Position Sizing in F&O
Leverage makes sizing the most important decision you make. A framework that respects the math.
This capstone lesson ties the whole track together. In F&OA contract whose value is derived from an underlying asset., leverageControlling a large position with a small amount of money. means *position sizingDeciding how much to bet on each trade or holding. is the single most important decision you make* — more than direction, more than strategy.

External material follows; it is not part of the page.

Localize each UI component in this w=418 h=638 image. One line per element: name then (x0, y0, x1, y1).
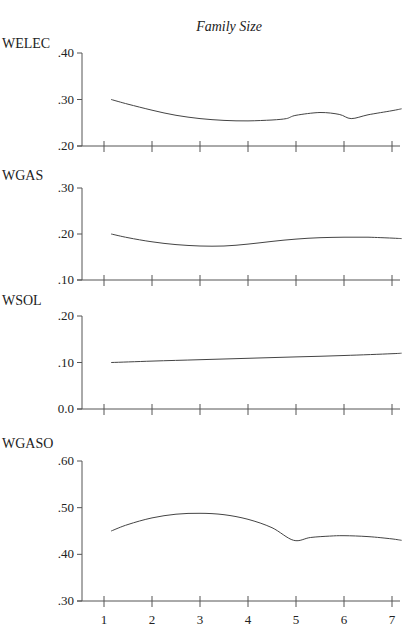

Get sizingDeciding how much to bet on each trade or holding. wrong and even a great edgeA repeatable, structural reason your trades win over time. gets you wiped out; get it right and you survive long enough for your edgeA repeatable, structural reason your trades win over time. to pay off.
- Size by risk, not marginThe deposit required to hold a leveraged position. — base your quantity on the worst-case rupee loss, not on what marginThe deposit required to hold a leveraged position. you can post.

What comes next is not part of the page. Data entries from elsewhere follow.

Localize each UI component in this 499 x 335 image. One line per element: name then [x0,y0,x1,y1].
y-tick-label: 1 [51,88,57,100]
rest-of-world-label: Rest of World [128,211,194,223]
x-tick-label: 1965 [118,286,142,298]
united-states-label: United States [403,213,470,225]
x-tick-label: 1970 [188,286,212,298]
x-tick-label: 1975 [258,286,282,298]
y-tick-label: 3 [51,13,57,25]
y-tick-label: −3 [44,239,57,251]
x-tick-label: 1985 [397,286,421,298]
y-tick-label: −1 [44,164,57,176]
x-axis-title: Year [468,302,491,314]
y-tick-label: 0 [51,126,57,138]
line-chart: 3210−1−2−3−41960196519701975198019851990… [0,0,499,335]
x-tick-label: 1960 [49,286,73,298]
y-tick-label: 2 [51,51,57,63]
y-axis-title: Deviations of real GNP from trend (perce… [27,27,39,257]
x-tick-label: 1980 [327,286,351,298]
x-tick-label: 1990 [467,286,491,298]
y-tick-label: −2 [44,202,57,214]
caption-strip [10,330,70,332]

- Apply a risk budgetA plan for how you’ll spend and save your income. — risk only a small % of capital per trade (the 1% ruleNever risk more than ~1% of capital on a single trade., now with leverageControlling a large position with a small amount of money. in play), and account for the full leveragedControlling a large position with a small amount of money. exposure.
- Respect the tail — for optionThe right, not the obligation, to buy or sell at a set price. selling, size for the rare catastrophic move (define risk, keep a marginThe deposit required to hold a leveraged position. buffer), not the typical quiet outcome.
- Survival first — leverageControlling a large position with a small amount of money. amplifies the drawdownThe worst peak-to-trough fall in a portfolio. math, so conservative sizingDeciding how much to bet on each trade or holding. is what lets your edgeA repeatable, structural reason your trades win over time. compound instead of blowing up.
What’s a sane risk-per-trade in F&O given the leverage?
The same low single-digit % as in stock trading — often ~1–2% of capital per trade — but you must compute the risk on the *full leveraged exposure*, not the margin posted. Because leverage and (for sellers) fat tails amplify losses, many disciplined F&O traders risk *less* than they would in unleveraged trades, and always with defined risk.